Fairfield Goodale dies at age 92

Share this story

Fairfield Goodale, M.D.
Fairfield Goodale, M.D.

Fairfield Goodale, M.D., former chairman of pathology at the Medical College of Virginia and Virginia Commonwealth University from 1963-1976, died Sunday, Dec. 27, at his home in Massachusetts. He was 92.

Goodale is remembered fondly by former colleagues for the way he taught students and his passion for medical education. In a personal note, Hunter McGuire, M.D., an MCV alumnus and former professor of surgery at VCU, said, “At first I thought he was too kind to students, but in fact was a superb teacher. He made an enormous contribution to and impact on MCV/VCU, as a designer and implementer of the new curriculum and chair of medicine’s most vital scientific discipline.”

Goodale, who was born in Framingham, Massachusetts, on May 4, 1923, served in the U.S. Army Air Forces, flying fifty combat missions in P-51 Mustang fighters over France and Germany during World War II. His experience during the liberation of the Buchenwald concentration camp in 1945 greatly influenced his decision to become a physician.

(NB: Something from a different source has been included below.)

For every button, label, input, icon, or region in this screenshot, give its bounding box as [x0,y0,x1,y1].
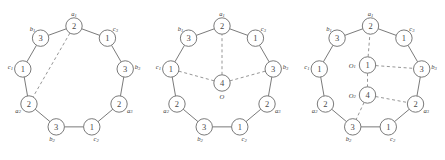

Goodale wrote more than 100 research papers, largely focused on the relationship between dietary fat and subsequent development of atherosclerosis. After his tenure at VCU, Goodale served as the dean of the Medical College of Georgia and as the dean of Bowman Gray School of Medicine. Goodale, in concert with colleagues, pioneered a patient-oriented, problem-based model for medical education.